If Benjamin occupies one end of the spectrum on this issue, Chuck Berk holds the other.

Chuck Berk, shown with wife Bonnie and actor Jason Alexander at the national Israel Bonds gala at which they were honored in February, says many progressive Jews “came to believe erroneously that the Palestinians were an oppressed people.”

Berk, a past chairman of the Israel Bonds Atlanta board, and his wife, Bonnie, received Israel Bonds’ Israel69 Award this year for their “exceptional support for Israel and efforts to perpetuate Jewish heritage.”

“The war dramatically changed the Middle East balance of power to Israel’s advantage. Israel changed from being perceived as a beleaguered, small nation surrounded by big, powerful Arab states to the pre-eminent military power in the Middle East. (That) set the stage for Israel to be seen as a potential aggressor,” Berk said. “Over the years, liberal, progressive Jews, many with little real knowledge and understanding of Middle East history, came to believe erroneously that the Palestinians were an oppressed people. This has led to support of the destructive boycott, divest and sanction movement, which has tried to marginalize Israel and label it as apartheid.”

In Berk’s view, supporters of an immediate, two-state Israeli-Palestinian solution are “naive.”

“The Arabs and Palestinians are not ready to support any form of separate Jewish state, no matter what the boundaries,” he said. “They also do not understand or are unwilling to admit that, even if awarded a separate Palestinian state tomorrow, the state would fail due to inadequate Palestinian leadership, infrastructure and financial stability.”

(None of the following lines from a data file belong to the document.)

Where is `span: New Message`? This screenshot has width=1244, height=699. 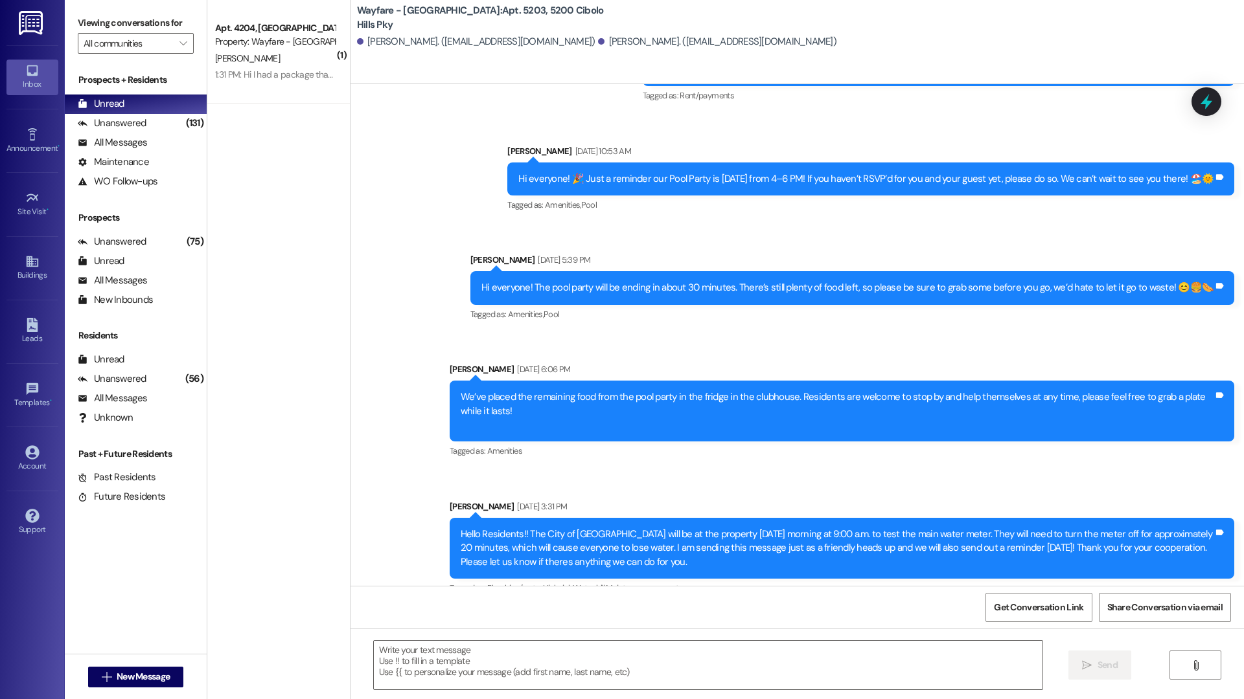 span: New Message is located at coordinates (143, 677). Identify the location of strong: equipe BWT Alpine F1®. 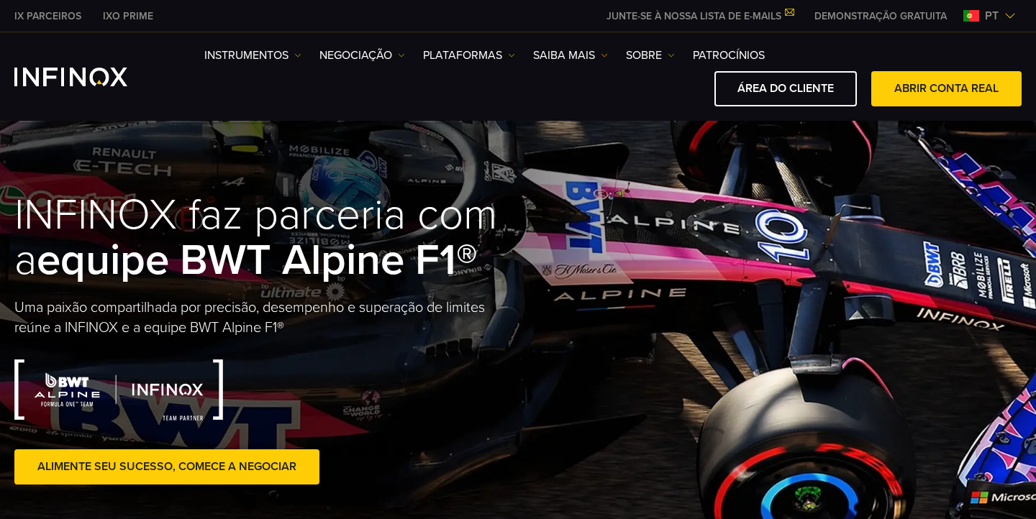
(257, 260).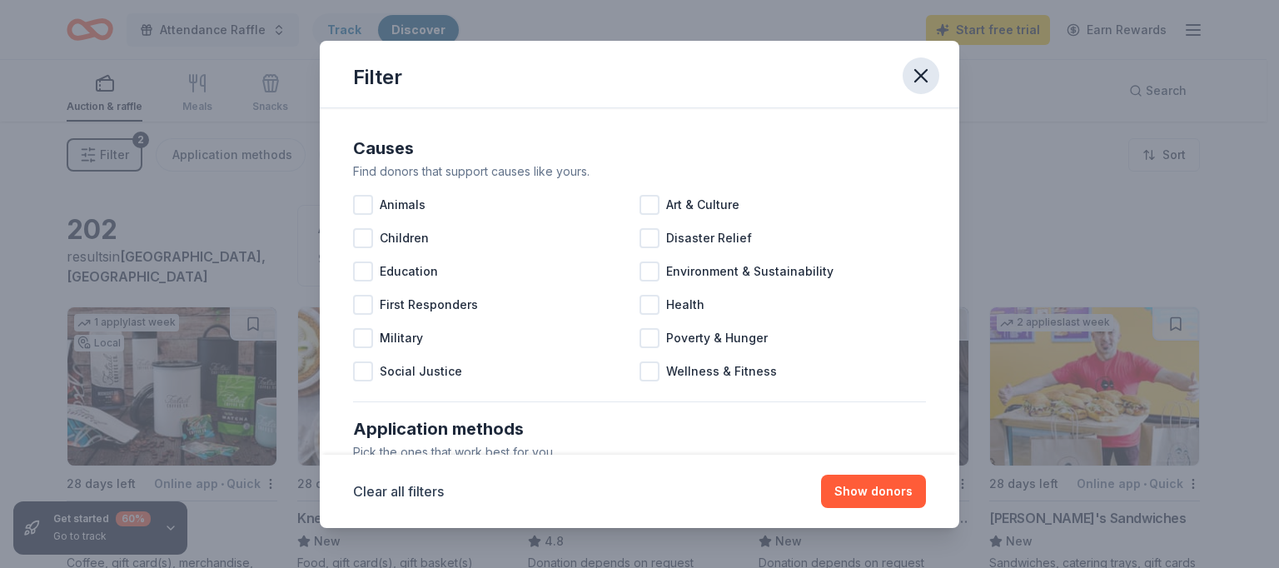 The image size is (1279, 568). Describe the element at coordinates (639, 452) in the screenshot. I see `div: Pick the ones that work best for you.` at that location.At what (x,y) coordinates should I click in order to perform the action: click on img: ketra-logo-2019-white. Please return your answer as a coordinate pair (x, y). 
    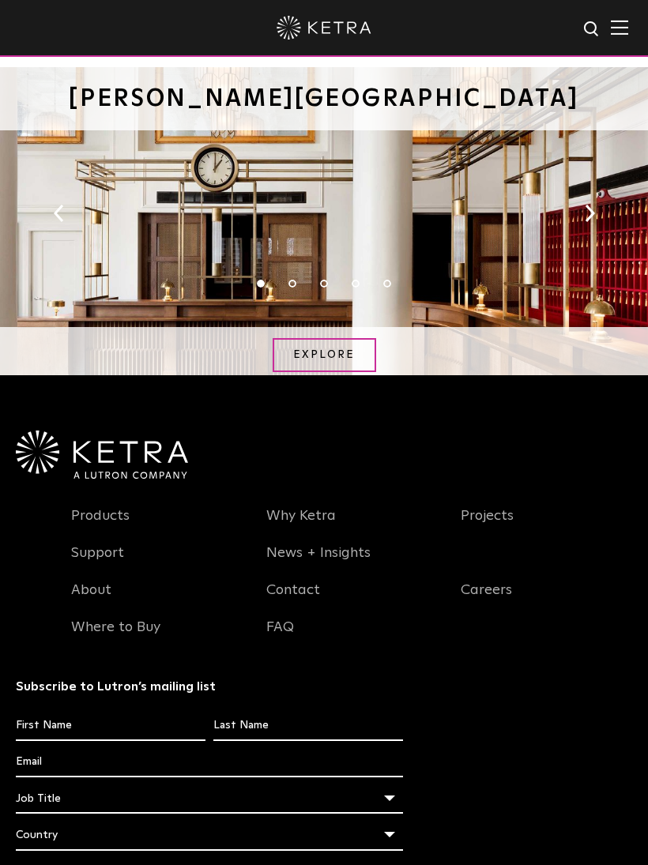
    Looking at the image, I should click on (324, 28).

Jan Jaben-Eilon, an Atlanta-based correspondent for the Jerusalem Report magazine, said that, coming from a Zionist family, “I always thought Israel was mine.” She called her decision to make aliyah in the mid-1990s “the best thing I ever did and the most challenging thing I ever did.”

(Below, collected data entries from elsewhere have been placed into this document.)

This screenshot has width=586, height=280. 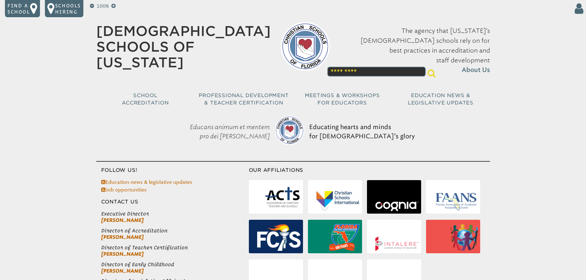 What do you see at coordinates (464, 238) in the screenshot?
I see `img: International Alliance for School Accreditation` at bounding box center [464, 238].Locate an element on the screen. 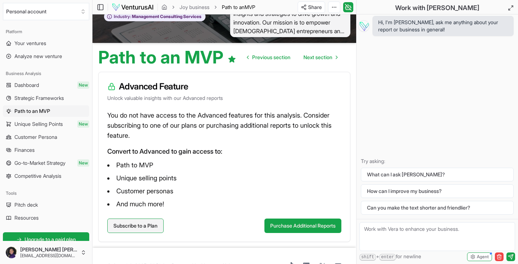  p: Convert to Advanced to gain access to: is located at coordinates (224, 152). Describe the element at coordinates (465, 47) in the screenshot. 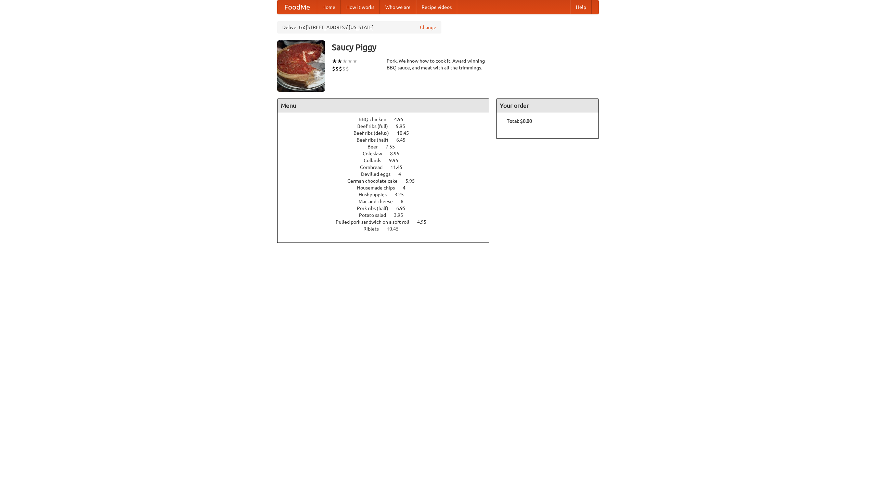

I see `h3: Saucy Piggy` at that location.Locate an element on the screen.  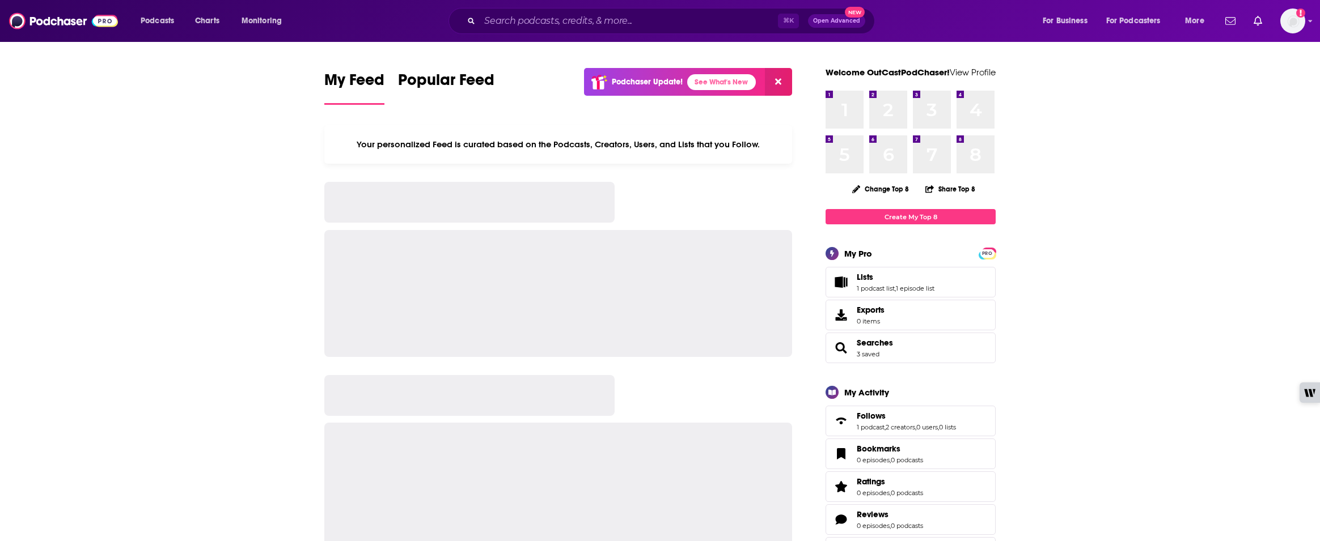
a: Popular Feed is located at coordinates (446, 87).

“What do we want Israel to look like, to be? What kind of Jewish state? What kind of democracy?” Jan Jaben-Eilon says. “I know Israelis aren’t necessarily asking those questions, but we should if we care about Israel.”

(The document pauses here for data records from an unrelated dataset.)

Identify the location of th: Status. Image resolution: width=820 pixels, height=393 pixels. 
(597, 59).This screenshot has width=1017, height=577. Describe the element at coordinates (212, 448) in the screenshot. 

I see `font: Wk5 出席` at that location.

Jaben-Eilon takes a different view from Berk of the lessons to be learned from the 1967 war and its aftermath.

“Perhaps the observance of this 50th anniversary should require us to ask what we want to observe in another 50 years. What do we want Israel to look like, to be? What kind of Jewish state? What kind of democracy? I know Israelis aren’t necessarily asking those questions, but we should if we care about Israel,” she said.

“In 1967, we thought Israel’s existence was in question. We were tiny and really unproven. We were the David to the Arabs’ Goliath. This isn’t true anymore. Israel’s top military and intelligence officials say we are not really at existential risk from the outside. They cite only the settlement of the Israeli-Palestinian conflict as an existential threat,” said Jaben-Eilon, who serves on the regional NIF board.

“The divisiveness comes from whether one believes one side of this over the other: Are we the underdogs, or are we the stronger side? Should we be living in constant fear, or should we, can we, take risks to separate from the Palestinians?” she said. “The older generation seems to still be living in the fear that goes back 75 years, or thousands of years. The younger generation has grown up with a different Israel: It’s been strong all their lives.”